Ahern admits cancer reports reveal ‘critical issues’

TAOISEACH Bertie Ahern has admitted the reports into the cancer misdiagnosis crisis at Portlaoise Hospital revealed “critical issues” that had to be addressed.

Ahern admits cancer reports reveal ‘critical  issues’

However, he defended the Health Service Executive against claims that the failures highlighted in the reports were symptomatic of wider problems throughout the organisation.

Fine Gael leader Enda Kenny yesterday described the HSE as a “bloated, bureaucratic monster” which had managed to weaken the health system instead of improve its efficiency.

He told the Dáil the public no longer had any confidence in the organisation, particularly after the three reports published last week. The reports revealed serious failures of management in the incident that left over 2000 women in fear when it emerged there were doubts over the mammograms which cleared them of breast cancer.

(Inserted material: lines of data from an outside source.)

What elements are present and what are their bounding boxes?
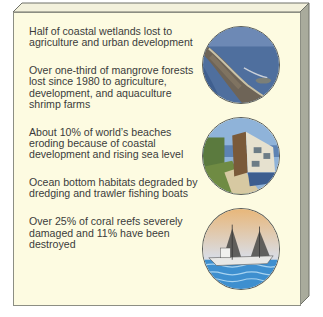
trawler-boat-image xyxy=(202,208,280,290)
beach-erosion-image xyxy=(202,117,280,195)
fact-mangroves: Over one-third of mangrove forests lost … xyxy=(29,65,199,110)
fact-beaches: About 10% of world’s beaches eroding bec… xyxy=(29,127,199,161)
fact-wetlands: Half of coastal wetlands lost to agricul… xyxy=(29,26,199,49)
facts-list: Half of coastal wetlands lost to agricul… xyxy=(29,26,199,267)
fact-ocean-bottom: Ocean bottom habitats degraded by dredgi… xyxy=(29,177,199,200)
coastline-aerial-image xyxy=(202,26,280,104)
fact-coral-reefs: Over 25% of coral reefs severely damaged… xyxy=(29,216,199,250)
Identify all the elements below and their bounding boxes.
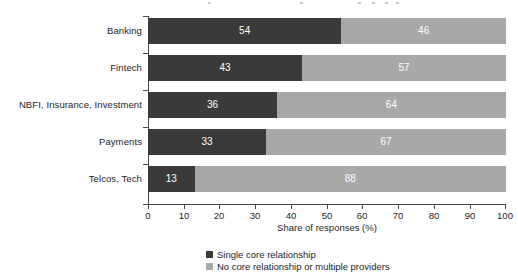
legend-label: No core relationship or multiple provide…	[217, 261, 390, 273]
legend-item-no-core: No core relationship or multiple provide…	[206, 261, 466, 273]
x-axis-tick	[362, 205, 363, 209]
x-axis-tick-label: 20	[199, 210, 239, 221]
y-axis-label-banking: Banking	[0, 26, 142, 36]
bar-row: 36 64	[148, 92, 506, 118]
chart-legend: Single core relationship No core relatio…	[206, 249, 466, 273]
bar-value-label: 46	[341, 25, 506, 36]
x-axis-title: Share of responses (%)	[148, 222, 506, 233]
x-axis-tick	[398, 205, 399, 209]
x-axis-tick-label: 80	[414, 210, 454, 221]
x-axis-tick	[219, 205, 220, 209]
y-axis-labels: Banking Fintech NBFI, Insurance, Investm…	[0, 18, 142, 203]
y-axis-label-payments: Payments	[0, 137, 142, 147]
bar-row: 54 46	[148, 18, 506, 44]
bar-value-label: 43	[148, 62, 302, 73]
bar-value-label: 33	[148, 136, 266, 147]
bar-segment-no-core: 88	[195, 166, 506, 192]
x-axis-tick-label: 50	[307, 210, 347, 221]
x-axis-tick	[470, 205, 471, 209]
legend-swatch-icon	[206, 251, 213, 258]
x-axis-tick-label: 90	[450, 210, 490, 221]
bar-row: 13 88	[148, 166, 506, 192]
x-axis-tick	[255, 205, 256, 209]
bar-value-label: 88	[195, 173, 506, 184]
x-axis-tick	[291, 205, 292, 209]
bar-value-label: 13	[148, 173, 195, 184]
bar-row: 43 57	[148, 55, 506, 81]
x-axis-tick	[184, 205, 185, 209]
x-axis-tick-label: 40	[271, 210, 311, 221]
x-axis-tick	[327, 205, 328, 209]
bar-row: 33 67	[148, 129, 506, 155]
y-axis-label-nbfi: NBFI, Insurance, Investment	[0, 100, 142, 110]
bar-value-label: 67	[266, 136, 506, 147]
x-axis-tick-label: 10	[164, 210, 204, 221]
plot-area: 54 46 43 57 36 64 33	[148, 16, 506, 205]
bar-value-label: 57	[302, 62, 506, 73]
x-axis-tick	[505, 205, 506, 209]
bar-segment-no-core: 57	[302, 55, 506, 81]
x-axis-tick-label: 100	[485, 210, 518, 221]
x-axis-tick-label: 30	[235, 210, 275, 221]
cropped-title-remnant	[180, 0, 410, 4]
bar-segment-single-core: 36	[148, 92, 277, 118]
bar-segment-no-core: 64	[277, 92, 506, 118]
bar-segment-single-core: 33	[148, 129, 266, 155]
bar-segment-single-core: 13	[148, 166, 195, 192]
bar-value-label: 64	[277, 99, 506, 110]
bar-value-label: 54	[148, 25, 341, 36]
chart-figure: Banking Fintech NBFI, Insurance, Investm…	[0, 0, 518, 278]
x-axis-tick	[148, 205, 149, 209]
legend-swatch-icon	[206, 263, 213, 270]
legend-item-single-core: Single core relationship	[206, 249, 466, 261]
x-axis-tick	[434, 205, 435, 209]
x-axis-tick-label: 0	[128, 210, 168, 221]
bar-value-label: 36	[148, 99, 277, 110]
bar-segment-no-core: 67	[266, 129, 506, 155]
legend-label: Single core relationship	[217, 249, 316, 261]
y-axis-label-telcos: Telcos, Tech	[0, 174, 142, 184]
x-axis-tick-label: 70	[378, 210, 418, 221]
bar-segment-single-core: 43	[148, 55, 302, 81]
y-axis-label-fintech: Fintech	[0, 63, 142, 73]
bar-segment-no-core: 46	[341, 18, 506, 44]
bar-segment-single-core: 54	[148, 18, 341, 44]
x-axis-tick-label: 60	[342, 210, 382, 221]
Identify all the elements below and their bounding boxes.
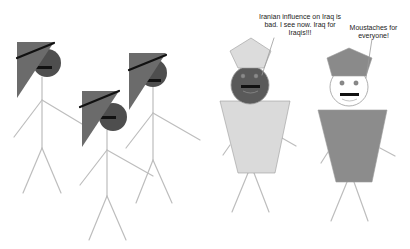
robe (220, 101, 290, 173)
leg (107, 196, 126, 240)
stick-figure-3 (126, 53, 200, 203)
leg (89, 196, 107, 240)
mouth (241, 85, 260, 88)
eye (241, 74, 245, 78)
stick-figure-1 (14, 42, 82, 193)
caption-line: Iraqis!!! (255, 29, 345, 37)
arm (223, 145, 230, 155)
mouth (100, 116, 116, 119)
caption-line: Moustaches for (346, 24, 401, 32)
stick-figure-2 (80, 91, 153, 240)
arm (380, 148, 395, 156)
eye (354, 81, 358, 85)
leg (42, 148, 61, 193)
robe (318, 110, 387, 182)
eye (340, 81, 344, 85)
caption-line: Iranian influence on Iraq is (255, 13, 345, 21)
caption-line: everyone! (346, 32, 401, 40)
pentagon-hat (327, 48, 372, 76)
robed-figure-right (318, 39, 395, 221)
arm (126, 113, 153, 148)
mouth (340, 93, 359, 96)
arm (282, 138, 296, 146)
arm (321, 152, 328, 163)
leg (232, 173, 248, 212)
leg (331, 182, 347, 221)
leg (354, 182, 368, 221)
eye (254, 74, 258, 78)
speech-caption-moustaches: Moustaches for everyone! (346, 24, 401, 40)
speech-caption-iraq: Iranian influence on Iraq is bad. I see … (255, 13, 345, 37)
robed-figure-left (220, 38, 296, 212)
pentagon-hat (230, 38, 271, 68)
arm (153, 113, 200, 140)
leg (23, 148, 42, 193)
caption-line: bad. I see now. Iraq for (255, 21, 345, 29)
arm (42, 100, 82, 124)
leg (153, 160, 172, 203)
leg (136, 160, 153, 203)
leg (254, 173, 269, 212)
arm (107, 150, 153, 176)
arm (80, 150, 107, 185)
arm (14, 100, 42, 137)
mouth (36, 66, 52, 69)
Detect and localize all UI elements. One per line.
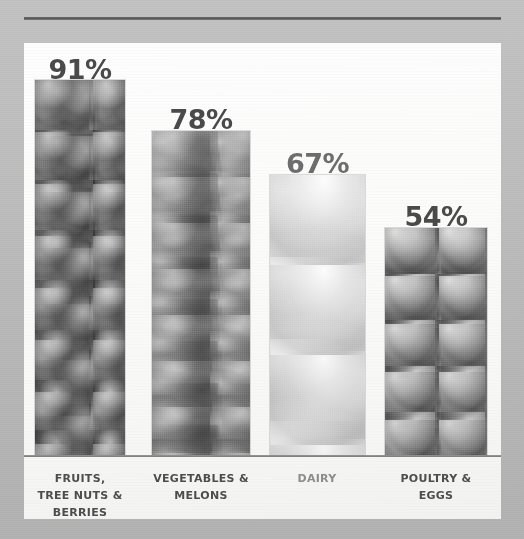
- bar-group-vegetables-melons[interactable]: 78%: [152, 0, 250, 539]
- category-label-vegetables: VEGETABLES & MELONS: [141, 470, 261, 504]
- bar-fill-poultry[interactable]: [385, 228, 487, 455]
- bar-fill-vegetables[interactable]: [152, 131, 250, 455]
- bar-shade-overlay-poultry: [385, 228, 487, 455]
- category-label-dairy: DAIRY: [262, 470, 372, 487]
- bar-value-label-vegetables: 78%: [152, 106, 250, 133]
- bar-group-fruits-tree-nuts-berries[interactable]: 91%: [35, 0, 125, 539]
- category-label-line: FRUITS,: [20, 470, 140, 487]
- category-label-line: VEGETABLES &: [141, 470, 261, 487]
- bar-value-label-fruits: 91%: [35, 56, 125, 83]
- infographic-page: 91% 78% 67% 54%: [0, 0, 524, 539]
- bar-shade-overlay-fruits: [35, 80, 125, 455]
- bar-value-label-poultry: 54%: [385, 203, 487, 230]
- category-label-line: TREE NUTS &: [20, 487, 140, 504]
- bar-shade-overlay-dairy: [270, 175, 365, 455]
- bar-fill-dairy[interactable]: [270, 175, 365, 455]
- category-label-line: EGGS: [376, 487, 496, 504]
- category-label-fruits: FRUITS, TREE NUTS & BERRIES: [20, 470, 140, 521]
- bar-fill-fruits[interactable]: [35, 80, 125, 455]
- bar-shade-overlay-vegetables: [152, 131, 250, 455]
- category-label-line: MELONS: [141, 487, 261, 504]
- category-label-poultry: POULTRY & EGGS: [376, 470, 496, 504]
- category-label-line: POULTRY &: [376, 470, 496, 487]
- bar-group-dairy[interactable]: 67%: [270, 0, 365, 539]
- bar-chart: 91% 78% 67% 54%: [0, 0, 524, 539]
- axis-baseline: [24, 455, 501, 457]
- category-label-line: DAIRY: [262, 470, 372, 487]
- bar-value-label-dairy: 67%: [270, 150, 365, 177]
- category-label-line: BERRIES: [20, 504, 140, 521]
- bar-group-poultry-eggs[interactable]: 54%: [385, 0, 487, 539]
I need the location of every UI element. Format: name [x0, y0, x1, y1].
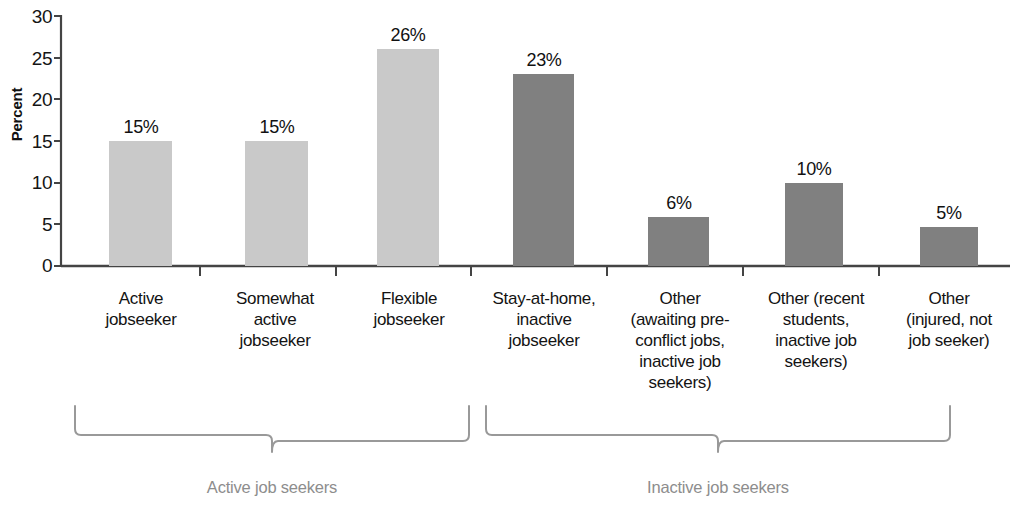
- x-category-line: job seeker): [884, 330, 1014, 351]
- bar-3: [513, 74, 574, 266]
- x-category-label-3: Stay-at-home, inactive jobseeker: [476, 288, 612, 351]
- x-category-label-0: Active jobseeker: [75, 288, 207, 330]
- group-label-inactive: Inactive job seekers: [612, 478, 824, 497]
- x-category-label-4: Other (awaiting pre- conflict jobs, inac…: [612, 288, 748, 393]
- x-category-line: inactive: [476, 309, 612, 330]
- bar-0: [109, 141, 172, 266]
- x-category-line: (awaiting pre-: [612, 309, 748, 330]
- x-axis: [61, 266, 1010, 276]
- x-category-line: (injured, not: [884, 309, 1014, 330]
- x-category-line: conflict jobs,: [612, 330, 748, 351]
- bar-value-2: 26%: [367, 25, 449, 46]
- bar-value-1: 15%: [236, 117, 318, 138]
- x-category-line: jobseeker: [209, 330, 341, 351]
- x-category-line: Other: [884, 288, 1014, 309]
- plot-area: [0, 0, 1020, 506]
- x-category-line: Stay-at-home,: [476, 288, 612, 309]
- y-axis: [54, 15, 61, 267]
- x-category-label-2: Flexible jobseeker: [343, 288, 475, 330]
- bars: [109, 49, 978, 266]
- x-category-line: seekers): [747, 351, 885, 372]
- bar-value-0: 15%: [100, 117, 182, 138]
- bar-6: [920, 227, 978, 266]
- x-category-line: active: [209, 309, 341, 330]
- group-brace-inactive: [486, 406, 950, 452]
- bar-1: [245, 141, 308, 266]
- bar-value-3: 23%: [503, 50, 585, 71]
- x-category-label-6: Other (injured, not job seeker): [884, 288, 1014, 351]
- x-category-line: students,: [747, 309, 885, 330]
- x-category-line: jobseeker: [476, 330, 612, 351]
- bar-value-6: 5%: [908, 203, 990, 224]
- bar-chart: Percent 30 25 20 15 10 5 0: [0, 0, 1020, 506]
- x-category-label-1: Somewhat active jobseeker: [209, 288, 341, 351]
- x-category-line: Somewhat: [209, 288, 341, 309]
- group-brace-active: [75, 406, 469, 452]
- x-category-line: jobseeker: [343, 309, 475, 330]
- x-category-line: jobseeker: [75, 309, 207, 330]
- group-label-active: Active job seekers: [172, 478, 372, 497]
- bar-value-4: 6%: [638, 193, 720, 214]
- x-category-line: Flexible: [343, 288, 475, 309]
- x-category-line: seekers): [612, 372, 748, 393]
- bar-5: [785, 183, 843, 266]
- x-category-line: Other: [612, 288, 748, 309]
- bar-2: [377, 49, 439, 266]
- x-category-line: inactive job: [747, 330, 885, 351]
- x-category-label-5: Other (recent students, inactive job see…: [747, 288, 885, 372]
- x-category-line: inactive job: [612, 351, 748, 372]
- x-category-line: Active: [75, 288, 207, 309]
- bar-4: [648, 217, 709, 266]
- bar-value-5: 10%: [773, 159, 855, 180]
- x-category-line: Other (recent: [747, 288, 885, 309]
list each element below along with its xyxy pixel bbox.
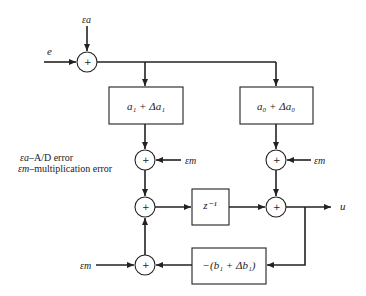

Nine women were subsequently informed they had been mistakenly cleared and needed to begin treatment for cancer, in two cases almost three years after they should have been diagnosed.

“When you strip away the words about systematic weaknesses, they show clearly an organisation which is bloated, over-centralised and which is disconnected from the patients it is supposed to serve,” Mr Kenny said.

Mr Ahern acknowledged there were criticisms in the reports, continuing: “I am glad to see they are being addressed.” He later added, however, that the problems were local to Portlaoise. “This wasn’t happening in the centralised office of the HSE. These were happening on the ground,” he said.

Labour leader Eamon Gilmore said the Taoiseach was suffering from “a bad dose of BSE — Blame Somebody Else”. Referring to the absence of Health Minister Mary Harney from the Dáil, he said: “We need a minister for health like Noel Browne who has a passion for public health and doesn’t see medicine as a business opportunity.”

Mr Gilmore also asked the Taoiseach if he had asked Ms Harney and her predecessor, Micheal Martin, to consider their positions in the wake of the reports. Mr Ahern said he had spoken with the ministers but he did not indicate the content of their discussions.